I should be heading back to Skagway. Another day of writing school will start soon and I haven’t had breakfast. I’d be back on the trail if not for the duck.

He and I have a little pocket cove to ourselves now that the eagle and tern have left. The duck keeps repeating a puzzling routine: roll headfirst into the water, pop up a minute later, check behind for predators by doing a 180 degree turn, return to his course.

The eagle is back and the duck just slipped away, trying to keep a rocky point between he and the eagle. Time too for me to go. Soon the helicopters and the other engines of industrial tourism will be firing up.
Aki is home, probably tucked in and cozy. I am standing on a glaciated point with rocks scraped smooth centuries ago by a retreating river of ice.

The glacier left behind deep fjords and peaks that stick up from their mountains like busted teeth. All the products of time and glacial ice.
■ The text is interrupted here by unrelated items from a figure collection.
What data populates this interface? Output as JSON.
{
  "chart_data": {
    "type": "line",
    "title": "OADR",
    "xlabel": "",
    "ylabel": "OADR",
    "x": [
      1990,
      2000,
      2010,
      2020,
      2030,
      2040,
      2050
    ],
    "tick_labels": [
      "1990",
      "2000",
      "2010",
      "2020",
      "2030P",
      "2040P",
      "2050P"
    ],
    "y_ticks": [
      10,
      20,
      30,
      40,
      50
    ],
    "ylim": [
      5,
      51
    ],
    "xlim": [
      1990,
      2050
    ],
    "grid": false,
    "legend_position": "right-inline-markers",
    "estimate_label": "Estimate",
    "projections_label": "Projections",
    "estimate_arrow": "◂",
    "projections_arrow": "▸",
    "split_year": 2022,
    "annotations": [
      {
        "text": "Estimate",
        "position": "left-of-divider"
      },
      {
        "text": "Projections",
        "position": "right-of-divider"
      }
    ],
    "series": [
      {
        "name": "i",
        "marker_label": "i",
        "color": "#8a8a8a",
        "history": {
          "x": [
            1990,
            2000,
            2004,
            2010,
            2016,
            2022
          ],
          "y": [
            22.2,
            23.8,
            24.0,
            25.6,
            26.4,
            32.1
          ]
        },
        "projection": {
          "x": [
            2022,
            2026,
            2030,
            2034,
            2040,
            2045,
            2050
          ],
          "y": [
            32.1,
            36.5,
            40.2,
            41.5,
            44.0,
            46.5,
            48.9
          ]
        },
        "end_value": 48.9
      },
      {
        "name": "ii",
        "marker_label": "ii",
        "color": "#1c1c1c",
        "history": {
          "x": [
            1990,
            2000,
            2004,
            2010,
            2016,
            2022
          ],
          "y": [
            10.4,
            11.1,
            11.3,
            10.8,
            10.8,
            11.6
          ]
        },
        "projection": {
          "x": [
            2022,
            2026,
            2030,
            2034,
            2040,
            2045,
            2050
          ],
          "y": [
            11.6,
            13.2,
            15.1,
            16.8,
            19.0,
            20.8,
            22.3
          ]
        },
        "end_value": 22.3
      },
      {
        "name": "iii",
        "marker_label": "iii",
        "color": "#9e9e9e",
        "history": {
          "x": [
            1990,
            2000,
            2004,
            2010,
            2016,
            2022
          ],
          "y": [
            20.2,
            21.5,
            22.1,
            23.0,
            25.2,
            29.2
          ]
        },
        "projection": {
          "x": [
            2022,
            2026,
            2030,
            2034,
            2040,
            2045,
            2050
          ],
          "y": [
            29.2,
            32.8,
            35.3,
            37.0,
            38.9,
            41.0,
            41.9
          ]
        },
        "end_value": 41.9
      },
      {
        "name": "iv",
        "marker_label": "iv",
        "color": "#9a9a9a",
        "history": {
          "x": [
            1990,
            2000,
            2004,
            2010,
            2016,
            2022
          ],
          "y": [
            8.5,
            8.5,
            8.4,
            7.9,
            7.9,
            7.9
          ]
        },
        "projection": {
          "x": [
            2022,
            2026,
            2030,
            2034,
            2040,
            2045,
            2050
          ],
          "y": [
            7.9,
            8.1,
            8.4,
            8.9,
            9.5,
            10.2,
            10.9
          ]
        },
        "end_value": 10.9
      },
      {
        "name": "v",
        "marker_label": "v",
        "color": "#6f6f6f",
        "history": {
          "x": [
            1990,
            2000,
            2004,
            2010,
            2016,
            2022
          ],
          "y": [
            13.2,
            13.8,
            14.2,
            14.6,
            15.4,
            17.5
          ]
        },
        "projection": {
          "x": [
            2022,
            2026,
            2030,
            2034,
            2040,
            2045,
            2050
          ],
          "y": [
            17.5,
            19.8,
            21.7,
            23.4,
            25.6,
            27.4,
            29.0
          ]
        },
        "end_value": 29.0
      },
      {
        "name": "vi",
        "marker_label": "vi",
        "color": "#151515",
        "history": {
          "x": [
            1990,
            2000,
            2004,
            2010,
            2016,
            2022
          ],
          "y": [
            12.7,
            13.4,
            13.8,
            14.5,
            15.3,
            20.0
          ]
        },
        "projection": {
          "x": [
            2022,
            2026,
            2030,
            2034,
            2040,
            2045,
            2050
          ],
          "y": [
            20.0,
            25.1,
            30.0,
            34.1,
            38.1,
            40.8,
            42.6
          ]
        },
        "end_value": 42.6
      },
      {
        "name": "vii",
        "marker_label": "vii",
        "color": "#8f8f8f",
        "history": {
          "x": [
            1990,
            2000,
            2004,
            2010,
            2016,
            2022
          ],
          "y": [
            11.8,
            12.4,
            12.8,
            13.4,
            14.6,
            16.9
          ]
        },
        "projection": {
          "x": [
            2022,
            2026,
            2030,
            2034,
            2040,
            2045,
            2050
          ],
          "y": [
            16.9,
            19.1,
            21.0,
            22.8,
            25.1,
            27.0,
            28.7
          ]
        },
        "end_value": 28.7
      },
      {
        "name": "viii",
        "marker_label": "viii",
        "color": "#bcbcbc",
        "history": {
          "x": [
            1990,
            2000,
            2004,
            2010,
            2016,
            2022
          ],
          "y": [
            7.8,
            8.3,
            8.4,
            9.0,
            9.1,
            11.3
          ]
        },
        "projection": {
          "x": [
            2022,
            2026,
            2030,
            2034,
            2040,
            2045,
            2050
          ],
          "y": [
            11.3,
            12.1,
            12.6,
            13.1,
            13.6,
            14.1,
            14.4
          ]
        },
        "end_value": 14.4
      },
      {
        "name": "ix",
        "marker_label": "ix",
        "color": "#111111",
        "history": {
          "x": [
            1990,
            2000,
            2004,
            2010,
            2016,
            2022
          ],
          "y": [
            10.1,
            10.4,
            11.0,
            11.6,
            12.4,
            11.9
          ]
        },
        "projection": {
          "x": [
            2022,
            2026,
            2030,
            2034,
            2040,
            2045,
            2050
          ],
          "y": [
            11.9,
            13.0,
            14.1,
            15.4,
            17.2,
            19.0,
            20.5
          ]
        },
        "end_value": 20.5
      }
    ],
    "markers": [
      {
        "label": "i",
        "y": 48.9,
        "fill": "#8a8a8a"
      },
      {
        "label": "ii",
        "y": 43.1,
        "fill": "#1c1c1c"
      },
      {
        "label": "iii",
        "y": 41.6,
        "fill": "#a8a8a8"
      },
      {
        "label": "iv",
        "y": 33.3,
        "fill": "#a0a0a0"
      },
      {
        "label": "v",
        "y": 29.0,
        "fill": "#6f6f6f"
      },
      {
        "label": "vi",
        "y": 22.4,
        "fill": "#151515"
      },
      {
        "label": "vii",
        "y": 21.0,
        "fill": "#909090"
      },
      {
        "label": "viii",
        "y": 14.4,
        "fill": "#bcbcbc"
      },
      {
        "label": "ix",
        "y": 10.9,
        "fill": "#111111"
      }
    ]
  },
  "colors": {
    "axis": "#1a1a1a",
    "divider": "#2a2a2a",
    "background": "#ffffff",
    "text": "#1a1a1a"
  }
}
Aki and I made it to the Fish Creek Delta early enough to catch the clarifying effect of early light. But this morning broke hazy. The air it offers is obscured by forest fire smoke or pollution carried here by the jet stream. It feels like end times rather than a fresh summer morning.

Robin, sparrow, and the other songbirds work hard to lift the mood. It could be worse. We could have to suffer the complaints of the nesting crows. Near the pond an eagle roosts in the top of a spruce, it’s head turned away from the sun.

The little dog and I press on, my spirited lifted by the strong display of wildflowers on the spit that separates the creek from Fritz Cove. Purple lupine stalks dominate but must still compete with older swatches of magenta shooting stars and yellow buttercups. A single chocolate lily opens In the middle of the established flowers.

A single kayaker slides into Fish Creek just as we reach the creek’s mouth. Normally, I would grumble to Aki that the man’s presence has driven away shorebirds and ducks. He couldn’t have this morning. We haven’t seen any waterfowl. Besides, the present of another human is proof that the apocalypse didn’t arrive while we were rounding Fish Creek Pond.


The way Aki is panting, you’d think we were crossing the Gobi Desert in high summer. The little dog and I are on a mountain meadow warmed by the sun to 67 degrees (f.)—what we call Tee Shirt weather. Aki can’t strip off her coat of fur so is overheating.

I turn to mutter something to her about the abundant of bog rosemary flowers on the meadow and find that the little dog has moved to a shady verge. She looks content, like she could stay there until nightfall.

A loyal little thing, the poodle-mix follows me across the open meadow, past pocket ponds dry due to lack of rain. I lead her off the meadow toward the lush corridor of trees and brush drained by upper Fish Creek. Just before we reach it, Aki slips into a mud-bottomed stream and lets herself sink in to her chest. She emerges with her lower half coated in a chocolate-colored mask. Once dried, the muck will be almost impossible to remove. Aki trots toward the creek, acting as happy with herself as someone just treated to a spa day.

We find a spot along the creek where I can wash Aki without concern that the current will carry her away. She doesn’t squirm when I lower her into an eddy of the chilling water. She looks a little disappointed when I lift her back to solid ground. But she won’t bolt into the shade or seek out another mud bath when we walk back to the car.